A machine learned the feel of Go from human masters, then learned to look ahead on its own — and beat a champion at the game thought hardest for computers to crack.

The idea, unpacked

Go is a game of placing black and white stones on a 19×19 grid. It looks simple, but the number of possible games is astronomical — more than the atoms in the observable universe — so a computer cannot win by simply trying every move. For decades that left Go far beyond machines, even after computers had mastered chess.

AlphaGo's answer was to give the machine two kinds of judgement, the way a strong human player has them. One part, the policy network, looks at a board and suggests the few moves worth considering — that is intuition about where to play. The other part, the value network, looks at a board and guesses who is winning — that is judgement about how good a position is. With those two senses, the program no longer has to examine everything; it can search like a person, only much faster.

Where it came from

The work came out of Google DeepMind in London, led by David Silver and Aja Huang under Demis Hassabis, and was published in the journal Nature in 2016 with twenty authors. They first showed AlphaGo by letting it crush every other Go program. Then, in October 2015, they brought in Fan Hui — the reigning European champion and a professional player — for five formal games behind closed doors. AlphaGo won all five. It was the first time a computer had beaten a professional at full-board Go without any handicap, something experts had said was still a decade away.

Why it mattered

Go had been a symbol of the gap between human intuition and machine calculation.
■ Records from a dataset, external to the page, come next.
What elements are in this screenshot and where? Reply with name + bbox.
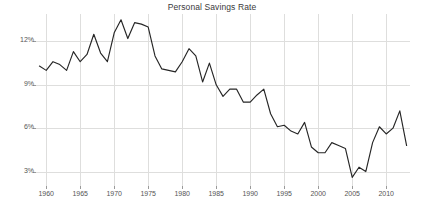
personal-savings-rate-chart: Personal Savings Rate 196019651970197519… [0, 0, 424, 209]
x-tick-label: 1975 [140, 190, 156, 197]
x-tick-label: 1970 [106, 190, 122, 197]
chart-title: Personal Savings Rate [0, 2, 424, 12]
x-tick-mark [352, 186, 353, 189]
x-tick-label: 2000 [310, 190, 326, 197]
x-tick-mark [148, 186, 149, 189]
x-tick-mark [46, 186, 47, 189]
y-tick-label: 12% [0, 36, 34, 43]
x-tick-label: 1995 [276, 190, 292, 197]
series-line-personal-savings-rate [36, 14, 410, 186]
x-tick-mark [80, 186, 81, 189]
x-tick-label: 2005 [344, 190, 360, 197]
y-tick-label: 6% [0, 123, 34, 130]
x-tick-label: 2010 [378, 190, 394, 197]
x-tick-label: 1985 [208, 190, 224, 197]
plot-area [36, 14, 410, 186]
series-polyline [39, 20, 406, 178]
x-tick-label: 1980 [174, 190, 190, 197]
x-tick-label: 1990 [242, 190, 258, 197]
y-tick-label: 9% [0, 80, 34, 87]
y-tick-label: 3% [0, 167, 34, 174]
x-tick-label: 1960 [38, 190, 54, 197]
x-tick-label: 1965 [72, 190, 88, 197]
x-tick-mark [250, 186, 251, 189]
x-tick-mark [114, 186, 115, 189]
x-tick-mark [284, 186, 285, 189]
x-tick-mark [216, 186, 217, 189]
x-tick-mark [182, 186, 183, 189]
x-tick-mark [318, 186, 319, 189]
x-tick-mark [386, 186, 387, 189]
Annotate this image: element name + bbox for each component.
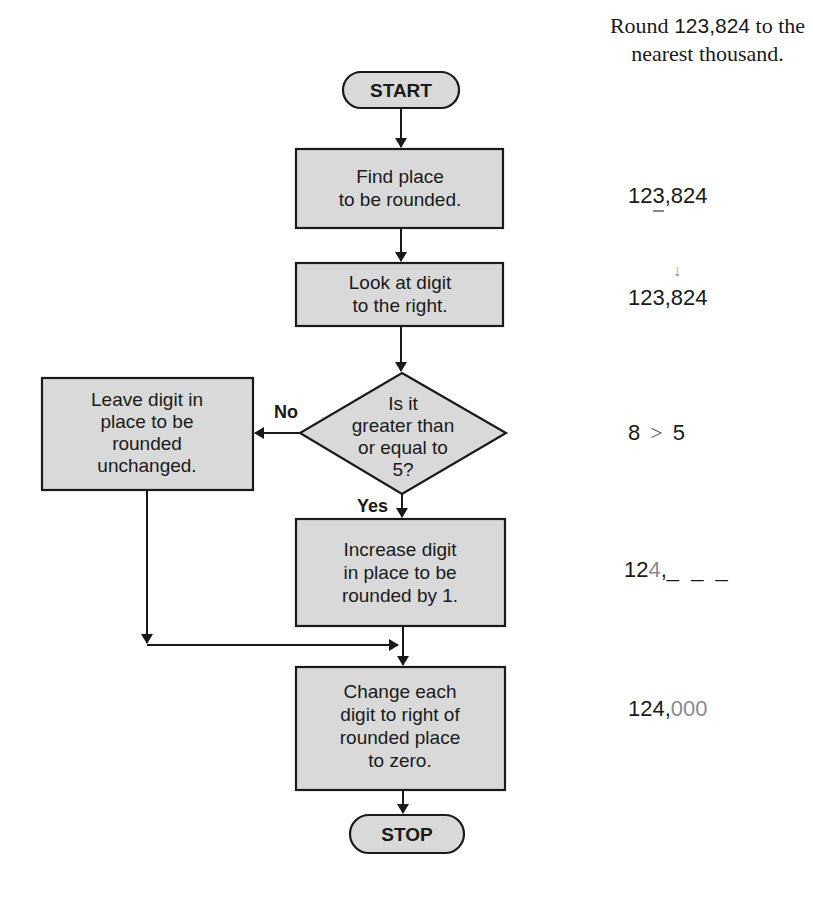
problem-line1: Round 123,824 to the: [600, 12, 813, 40]
step-change-line3: rounded place: [340, 727, 460, 748]
decision-line3: or equal to: [358, 437, 448, 458]
step-find-place-line2: to be rounded.: [339, 189, 462, 210]
problem-statement: Round 123,824 to the nearest thousand.: [600, 12, 813, 68]
decision-line4: 5?: [392, 459, 413, 480]
flowchart: START Find place to be rounded. Look at …: [0, 0, 813, 909]
step-increase-line1: Increase digit: [343, 539, 457, 560]
start-label: START: [370, 80, 432, 101]
problem-number: 123,824: [674, 14, 750, 37]
problem-suffix: to the: [750, 13, 805, 38]
no-label: No: [274, 402, 298, 422]
step-leave-line3: rounded: [112, 433, 182, 454]
stop-terminator: STOP: [350, 815, 464, 853]
start-terminator: START: [343, 72, 459, 108]
example-step-look-before: 123,: [628, 285, 671, 310]
down-arrow-icon: ↓: [673, 263, 681, 279]
example-step-find-before: 12: [628, 183, 652, 208]
step-change-line4: to zero.: [368, 750, 431, 771]
blank-placeholders: _ _ _: [667, 557, 731, 582]
example-step-find-after: ,824: [665, 183, 708, 208]
step-increase-digit: Increase digit in place to be rounded by…: [296, 519, 505, 626]
rounding-digit-underlined: 3: [652, 183, 664, 209]
compare-left: 8: [628, 420, 640, 445]
example-step-look-after: 24: [683, 285, 707, 310]
step-leave-line2: place to be: [101, 411, 194, 432]
step-change-to-zero: Change each digit to right of rounded pl…: [296, 667, 505, 790]
example-step-zero: 124,000: [628, 696, 708, 722]
problem-prefix: Round: [610, 13, 674, 38]
step-increase-line3: rounded by 1.: [342, 585, 458, 606]
problem-line2: nearest thousand.: [600, 40, 813, 68]
zeroed-digits: 000: [671, 696, 708, 721]
step-look-right-line1: Look at digit: [349, 272, 452, 293]
step-change-line1: Change each: [343, 681, 456, 702]
yes-label: Yes: [357, 496, 388, 516]
step-look-right: Look at digit to the right.: [296, 263, 503, 326]
compare-right: 5: [673, 420, 685, 445]
step-leave-unchanged: Leave digit in place to be rounded uncha…: [42, 378, 253, 490]
step-find-place: Find place to be rounded.: [296, 149, 503, 228]
decision-diamond: Is it greater than or equal to 5?: [300, 373, 506, 494]
step-leave-line1: Leave digit in: [91, 389, 203, 410]
greater-than-operator: >: [650, 420, 662, 445]
example-step-find: 123,824: [628, 183, 708, 209]
digit-to-right: ↓8: [671, 285, 683, 311]
example-step-zero-before: 124,: [628, 696, 671, 721]
step-increase-line2: in place to be: [343, 562, 456, 583]
example-step-increase-before: 12: [624, 557, 648, 582]
example-step-look: 123,↓824: [628, 285, 708, 311]
step-look-right-line2: to the right.: [352, 295, 447, 316]
example-step-increase: 124,_ _ _: [624, 557, 731, 583]
step-leave-line4: unchanged.: [97, 455, 196, 476]
decision-line2: greater than: [352, 415, 454, 436]
increased-digit: 4: [648, 557, 660, 582]
example-step-compare: 8>5: [628, 420, 685, 446]
step-find-place-line1: Find place: [356, 166, 444, 187]
stop-label: STOP: [381, 824, 433, 845]
step-change-line2: digit to right of: [340, 704, 460, 725]
decision-line1: Is it: [388, 393, 418, 414]
digit-to-right-value: 8: [671, 285, 683, 310]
Beating a professional showed that a single recipe — learn the intuition with deep networks, then refine it with deliberate search — could close that gap on a problem no one had cracked by brute force. The same recipe soon reached well beyond games, and the win arrived years ahead of what the field had expected, recalibrating how fast such learning systems might progress.

A way to picture it

Imagine planning a chess-like move with a wise coach at your shoulder. Out of hundreds of legal moves, the coach quietly points at the three or four worth thinking about — that is the policy network, narrowing your options. Then, instead of playing each one all the way to the end of the game, the coach glances at the resulting board and says "this looks good for you, this looks bad" — that is the value network, judging a position at a glance. You spend your limited thinking time only where it counts. The widget below lets you turn up that thinking time and watch the search settle on the best move.

An interactive search tree: a starting position branches into five candidate moves. A slider sets how many quick simulated games the search plays; as you raise it, the bar next to each move grows with how often the search visited it, and the search increasingly favours the single strongest move.

Where it sits

AlphaGo built on two streams already in the Library. Its networks are deep convolutional networks of the kind that AlexNet (2012) launched into the mainstream; the search idea descends from Monte Carlo tree search developed in the 2000s. The year after this paper, DeepMind let the program throw away the human games and learn entirely from self-play (AlphaGo Zero), and then generalized the method to chess and shogi (AlphaZero). The pattern — learn good guesses, then search to sharpen them — now turns up in protein folding and even in how today's reasoning models think through a problem step by step.

The original document
Original source text
D. Silver, A. Huang, C. J. Maddison, A. Guez, L. Sifre, G. van den Driessche, J. Schrittwieser, I. Antonoglou, V. Panneershelvam, M. Lanctot, S. Dieleman, D. Grewe, J. Nham, N. Kalchbrenner, I. Sutskever, T. Lillicrap, M. Leach, K. Kavukcuoglu, T. Graepel, D. Hassabis · Nature 529, 484–489 (28 January 2016)
Abstract
The game of Go has long been viewed as the most challenging of classic games for artificial intelligence owing to its enormous search space and the difficulty of evaluating board positions and moves.
Here we introduce a new approach to computer Go that uses 'value networks' to evaluate board positions and 'policy networks' to select moves.
The abstract goes on to explain that these deep neural networks are trained by a novel combination of supervised learning from human expert games and reinforcement learning from games of self-play, and that the networks alone — without any lookahead search — already play at the level of state-of-the-art Monte Carlo tree search programs.
The search algorithm
We also introduce a new search algorithm that combines Monte Carlo simulation with value and policy networks.
The paper details how each simulation descends the tree by selecting the move that maximizes the action value plus an exploration bonus weighted by the policy-network prior, evaluates the resulting leaf with the value network and a fast rollout, and backs the result up to update the visit counts and action values.
[ … ]
Results
Using this search algorithm, our program AlphaGo achieved a 99.8% winning rate against other Go programs, and defeated the human European Go champion by 5 games to 0.
This is the first time that a computer program has defeated a human professional player in the full-sized game of Go, a feat previously thought to be at least a decade away.
The full paper, with its network architectures, the elo-rating tournament tables, the analysis of the distributed search across CPUs and GPUs, and the record of the match against Fan Hui, runs the length of a Nature article and is available in full at the source below.